Corey Zeller

Radio Transitions: Interior

The girl inside you has branches for arms—tiny, blood-colored leaves hanging from them—straw for a stomach, a scarecrow giving birth to deer and ghosts. You don’t care that the flashes of light against the window when you’re driving on the highway look like dating sites, remind you of her, so many bored and disinterested people, so many lonely sex acts. In the back of your girlfriend’s van a small statue of Jesus rolls his eyes. He doesn’t care. He looks up at the orange lights of a city that is almost as shitty as the city you’re from. On the highway, the cop car lights in the distance look like fireworks, like men burning their least favorite words. The statue coughs in the back and no one hears it. The radio plays the same thing for hours. It is some kind of blessing, some kind of burning. You hope it travels far.

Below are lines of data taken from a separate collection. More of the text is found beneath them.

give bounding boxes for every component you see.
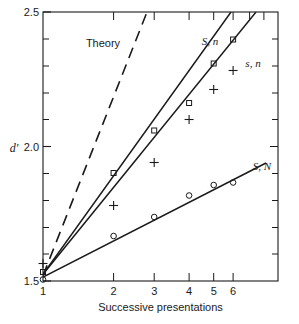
y-axis-ticks-right [270,39,278,254]
annotation-lower-curve: S, N [253,160,272,172]
chart-svg: 2.5 2.0 1.5 1 2 3 4 5 6 Successive prese… [0,0,299,324]
x-tick-label-3: 3 [151,285,157,297]
x-axis-ticks-bottom [114,273,234,281]
y-axis-major-ticks [43,12,51,281]
x-tick-label-1: 1 [40,285,46,297]
annotation-theory: Theory [86,37,121,49]
x-tick-label-6: 6 [230,285,236,297]
x-tick-label-5: 5 [211,285,217,297]
y-tick-label-mid: 2.0 [24,141,39,153]
series-S-n-line [43,12,231,274]
series-s-n-line [43,12,256,274]
x-tick-label-4: 4 [186,285,192,297]
y-axis-title: d′ [10,141,19,155]
y-tick-label-top: 2.5 [24,6,39,18]
x-axis-title: Successive presentations [98,301,223,313]
x-tick-label-2: 2 [111,285,117,297]
plot-frame [43,12,278,281]
y-tick-label-bottom: 1.5 [24,275,39,287]
annotation-middle-curve: s, n [245,57,261,69]
annotation-upper-curve: S, n [202,35,219,47]
figure-container: 2.5 2.0 1.5 1 2 3 4 5 6 Successive prese… [0,0,299,324]
series-theory-line [43,12,147,276]
x-axis-ticks-top [114,12,264,20]
series-S-N-markers [40,180,236,283]
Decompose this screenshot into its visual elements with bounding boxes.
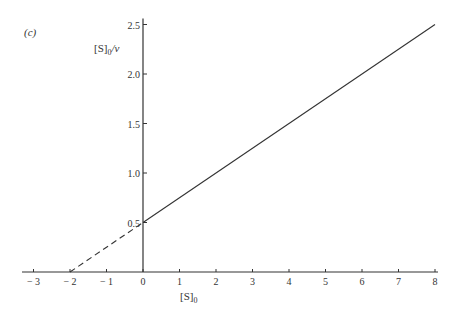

Corey Zeller is the author of Man vs. Sky (YesYes Books, 2013) and You and Other Pieces (Civil Coping Mechanisms, forthcoming). His work has appeared in Puerto del Sol, Mid-American Review, Indiana Review, The Colorado Review, The Kenyon Review, Columbia Poetry Review, Diagram, Salt Hill, West Branch, Third Coast, The Paris-American, The Rumpus, and PEN America, among others. He currently works in crisis support at a facility for children and adolescents with mental and behavioral issues.